I watched a teardown video for the phone on YouTube and it appears the battery is replaceable, just not easily, whereas its given an "x" on this list (is this true of all phones?). Fortunately I don't seem to be suffering any battery-related problems at the moment, but I will be attempting to replace the screen, which does not seem to be easy on this dwvice.

2 comments

> it appears the battery is replaceable, just not easily, whereas its given an "x" on this list (is this true of all phones?)

So, the listing for the Moto X 2014 is saying exactly that. A swappable battery means that you can just take off the cover and change the battery, without needing any tool. That's not the case here (at least it's not marked as having that feature). Instead an iFixit guide is linked with 'moderate' difficulty (unlike others that are very difficult, then I wouldn't even try). Maybe that definition of a swappable battery is not universal and should be explained on the page?

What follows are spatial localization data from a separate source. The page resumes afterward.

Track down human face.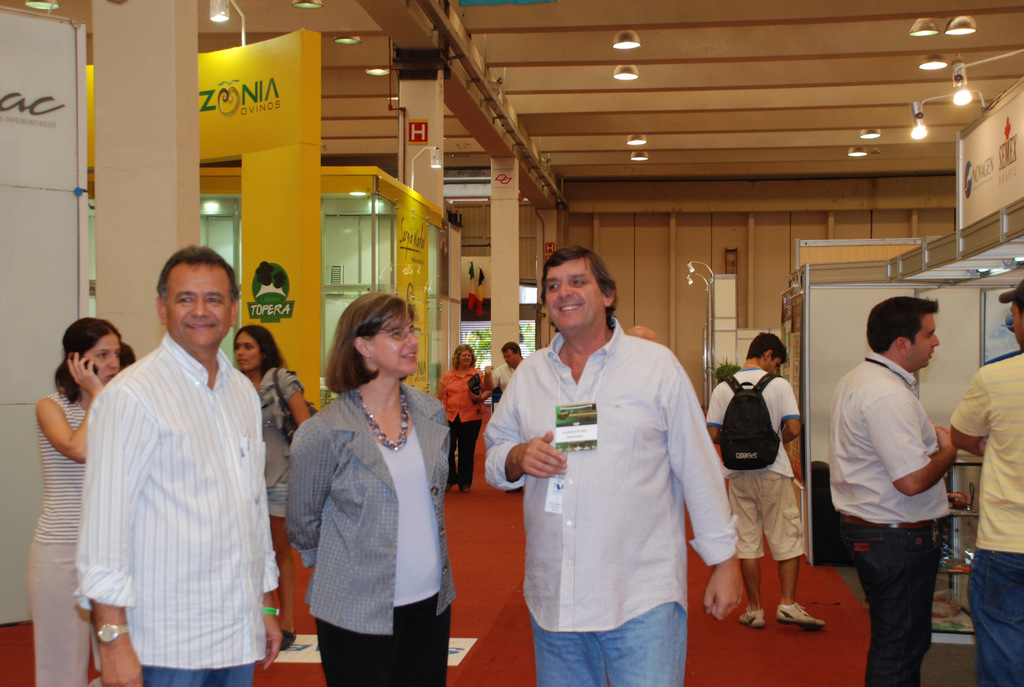
Tracked to bbox=(1011, 303, 1023, 349).
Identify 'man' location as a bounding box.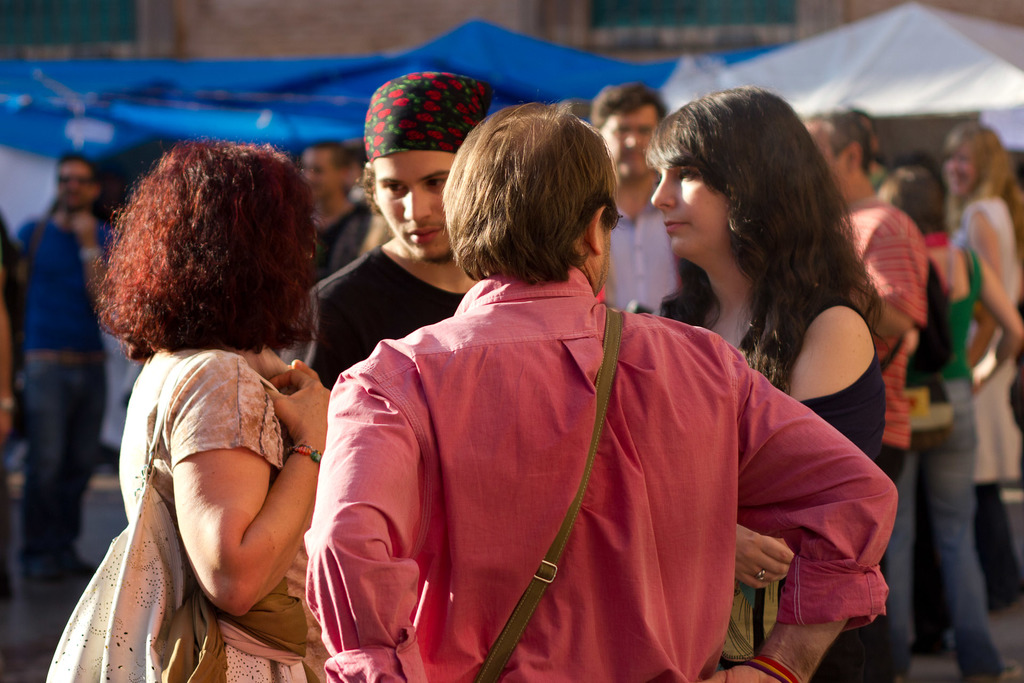
locate(10, 141, 114, 588).
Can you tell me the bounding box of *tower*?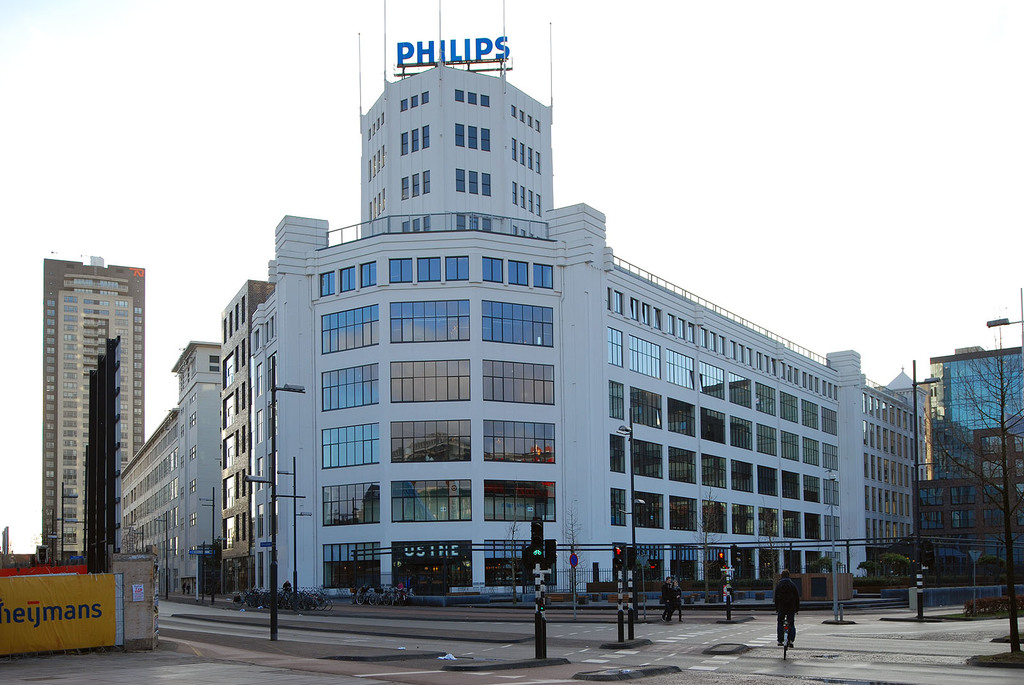
(left=915, top=341, right=1023, bottom=592).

It probably should be explained. Their classification makes sense, but I think some may be misled. The demographic of people getting older phones and running LineageOS would probably be comfortable with managing a few obnoxiously tiny screws to replace a battery, and just want to be able to replace them when they start crapping out, whereas the older phones I've had which advertised a replaceable battery (consistent with this list) made it easy enough for grandma.
> my full-dystopia-mode pixel 4A

What do you mean? I keep Pixel 4A on my buy-list, if/when my old trusty Nexus5X with zero Google services breaks down.

I just meant that I haven't made any efforts to keep google from snooping on me through that phone. So I get all the convenience of e.g. google screening my calls and waiting on hold for me, with all the associated privacy concerns, as opposed to the LineageOS device which I don't think has any google apps/services at all.

I do enjoy the 4a very much however, it's a great device.